Murray is not adopting a racialist perspective (attempting in any way to disparage or downplay the contributions to American society by blacks, asians, or hispanics) rather, he shows that the social and economic mobility of white Americans is an indicator of the overall health and stability of the culture and economy.
There is plenty of “myth-busting” in Coming Apart. In part, this is to address the immediate skepticism that some may have toward caring about white interests at all. While America has always been a heterogenous society — the early colonies consisted of Quakers, Protestants, Catholics, Irish, French, Welsh, Scots, etc… — the American “melting pot” identity we’ve been sold as our timeless modus operandi is largely a 20th-century lie.

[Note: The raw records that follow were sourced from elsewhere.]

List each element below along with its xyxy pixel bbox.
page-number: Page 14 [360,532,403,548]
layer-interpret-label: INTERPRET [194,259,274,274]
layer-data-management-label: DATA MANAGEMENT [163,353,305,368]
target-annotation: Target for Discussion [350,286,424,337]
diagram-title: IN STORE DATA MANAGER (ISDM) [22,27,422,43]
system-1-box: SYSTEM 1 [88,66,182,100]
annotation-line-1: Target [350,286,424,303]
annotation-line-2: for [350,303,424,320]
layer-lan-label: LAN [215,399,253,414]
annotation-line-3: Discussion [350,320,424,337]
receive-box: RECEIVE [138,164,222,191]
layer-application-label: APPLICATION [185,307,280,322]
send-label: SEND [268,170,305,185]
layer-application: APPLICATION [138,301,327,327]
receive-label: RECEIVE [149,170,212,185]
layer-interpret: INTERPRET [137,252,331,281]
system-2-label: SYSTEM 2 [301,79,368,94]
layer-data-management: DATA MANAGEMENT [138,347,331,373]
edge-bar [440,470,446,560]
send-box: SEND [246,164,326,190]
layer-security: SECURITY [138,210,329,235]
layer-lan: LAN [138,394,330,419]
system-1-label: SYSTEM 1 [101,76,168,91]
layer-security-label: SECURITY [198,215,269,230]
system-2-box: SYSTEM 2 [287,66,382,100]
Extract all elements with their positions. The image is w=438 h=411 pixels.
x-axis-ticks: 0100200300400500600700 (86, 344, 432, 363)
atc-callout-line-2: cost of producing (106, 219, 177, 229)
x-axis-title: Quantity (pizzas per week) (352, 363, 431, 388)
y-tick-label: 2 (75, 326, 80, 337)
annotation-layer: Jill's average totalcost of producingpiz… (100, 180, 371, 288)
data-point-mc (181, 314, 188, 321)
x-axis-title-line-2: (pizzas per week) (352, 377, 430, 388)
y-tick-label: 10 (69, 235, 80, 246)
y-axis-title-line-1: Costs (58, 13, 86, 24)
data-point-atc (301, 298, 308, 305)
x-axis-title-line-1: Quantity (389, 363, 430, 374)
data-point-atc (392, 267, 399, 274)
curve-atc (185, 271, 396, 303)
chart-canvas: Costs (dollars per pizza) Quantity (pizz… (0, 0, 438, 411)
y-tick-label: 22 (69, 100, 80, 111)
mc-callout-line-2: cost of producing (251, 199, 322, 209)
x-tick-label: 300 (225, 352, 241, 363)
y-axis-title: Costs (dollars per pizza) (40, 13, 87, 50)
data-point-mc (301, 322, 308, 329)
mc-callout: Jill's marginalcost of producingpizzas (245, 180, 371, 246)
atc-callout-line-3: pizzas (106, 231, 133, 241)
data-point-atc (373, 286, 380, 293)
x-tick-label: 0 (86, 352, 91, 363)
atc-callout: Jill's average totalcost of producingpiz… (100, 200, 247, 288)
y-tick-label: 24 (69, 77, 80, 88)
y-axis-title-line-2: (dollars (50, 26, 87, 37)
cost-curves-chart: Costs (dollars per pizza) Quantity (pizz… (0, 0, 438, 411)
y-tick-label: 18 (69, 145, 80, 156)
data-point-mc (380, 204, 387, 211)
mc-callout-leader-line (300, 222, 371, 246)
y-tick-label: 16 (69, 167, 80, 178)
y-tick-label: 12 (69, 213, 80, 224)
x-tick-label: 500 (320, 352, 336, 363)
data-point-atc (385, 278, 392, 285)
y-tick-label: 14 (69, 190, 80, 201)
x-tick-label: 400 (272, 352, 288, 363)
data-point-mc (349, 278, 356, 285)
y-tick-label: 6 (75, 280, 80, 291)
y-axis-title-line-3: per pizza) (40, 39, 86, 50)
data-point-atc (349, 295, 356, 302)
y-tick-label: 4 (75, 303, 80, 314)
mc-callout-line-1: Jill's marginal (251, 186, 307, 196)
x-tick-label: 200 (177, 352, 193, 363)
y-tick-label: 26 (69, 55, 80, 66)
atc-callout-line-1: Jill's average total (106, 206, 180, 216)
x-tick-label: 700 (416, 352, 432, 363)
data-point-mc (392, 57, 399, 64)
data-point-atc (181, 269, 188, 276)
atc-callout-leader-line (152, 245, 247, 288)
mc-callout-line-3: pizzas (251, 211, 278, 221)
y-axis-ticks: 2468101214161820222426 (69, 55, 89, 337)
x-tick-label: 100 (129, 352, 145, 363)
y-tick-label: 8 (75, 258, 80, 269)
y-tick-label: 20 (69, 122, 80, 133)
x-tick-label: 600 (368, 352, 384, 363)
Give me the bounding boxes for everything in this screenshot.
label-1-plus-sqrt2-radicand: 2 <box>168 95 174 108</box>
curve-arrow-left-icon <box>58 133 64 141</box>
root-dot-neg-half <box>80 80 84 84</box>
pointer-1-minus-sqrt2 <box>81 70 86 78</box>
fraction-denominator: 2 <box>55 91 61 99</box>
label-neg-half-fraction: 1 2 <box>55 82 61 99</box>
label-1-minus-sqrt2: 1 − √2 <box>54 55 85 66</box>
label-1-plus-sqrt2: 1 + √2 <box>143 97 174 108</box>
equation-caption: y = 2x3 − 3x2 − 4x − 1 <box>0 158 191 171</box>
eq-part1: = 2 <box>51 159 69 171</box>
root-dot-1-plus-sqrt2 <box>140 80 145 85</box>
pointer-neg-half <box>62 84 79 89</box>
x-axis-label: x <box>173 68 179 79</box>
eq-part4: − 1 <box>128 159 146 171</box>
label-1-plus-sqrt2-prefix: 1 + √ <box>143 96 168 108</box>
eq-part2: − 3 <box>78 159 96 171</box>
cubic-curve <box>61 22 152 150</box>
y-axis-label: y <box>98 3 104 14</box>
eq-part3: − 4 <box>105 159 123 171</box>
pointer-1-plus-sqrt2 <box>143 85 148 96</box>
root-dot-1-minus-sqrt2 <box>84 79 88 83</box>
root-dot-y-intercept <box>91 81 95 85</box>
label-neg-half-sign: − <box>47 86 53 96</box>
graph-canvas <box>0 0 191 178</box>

Today, we think of Italians, Irish, German, and English as different branches on the tree of European “white”. This was not always the case. Italian and Irish Catholic immigrants faced discrimination and loss of opportunity in Northern Cities in much the same way free blacks did. Germans were distrustful of Swedes. And English were distrustful of Scots. Over time, this tension withdrew, and a homogenous “white” identity — divided slightly by cultural history and religious practice — became the backbone of American industry and political power. The influx of immigrants through the early 20th century did not come from South America, the Middle East, India, or Africa. An overwhelming majority were “white” Europeans. White European immigrants, like Africans or other peoples, began to see themselves as part of a larger diaspora within the United States. A European identity became swapped with self-identification as an “American”. And within these separate clades of immigrant communities, a national “white” identity was born. This white majority, which had remained the backbone of American social and economic power since the nation’s founding, would begin to diminish with Lyndon Johnson’s signing of the Immigration and Nationality Act of 1965. This act removed barriers to immigration from Asian, South American, Middle Eastern, and Eastern European countries. This marked a significant shift in the American social and cultural landscape. Immigration policy before the signing of the 1965 Act, remained highly selective — one could even say discriminatory — choosing only the best and brightest out of the huddled masses waiting for American citizenship. This was a reasonable immigration policy. Selected immigrants were generally well-educated, hard-working, and ready to buy into the established white American culture that had galvanized the progress of the nation to the heights of the world stage in less than 200 years.
This would change in the coming five decades. A combination of increased “third world” immigration, technological change, and social unrest, would divide a culturally unified white demographic.
The White Divide
Throughout the 19th and early 20th centuries, very little separated upper-class and lower-class whites. Upper-class whites would vacation alongside lower-class whites at the Finger Lakes in upstate New York. Both classes shared membership to local philanthropic organizations like the Lion’s or Rotary Club. Both classes shared similar tastes and interests in literature, music, and entertainment. Both classes attended Church services together and both classes ate a similar diet.
Of course, there were minor differences between the rich and working class— an upper-class white may donate money for the construction of a new community library while a lower-class white would initiate a donation drive — but both shared the same or similar, religious and cultural identity. Murray shows that the gap between the white upper and lower classes was much smaller. To illustrate this point, Murray discusses the rise of the “super zips”; zip codes where an overwhelming majority of the population is in the top 1% of wealth.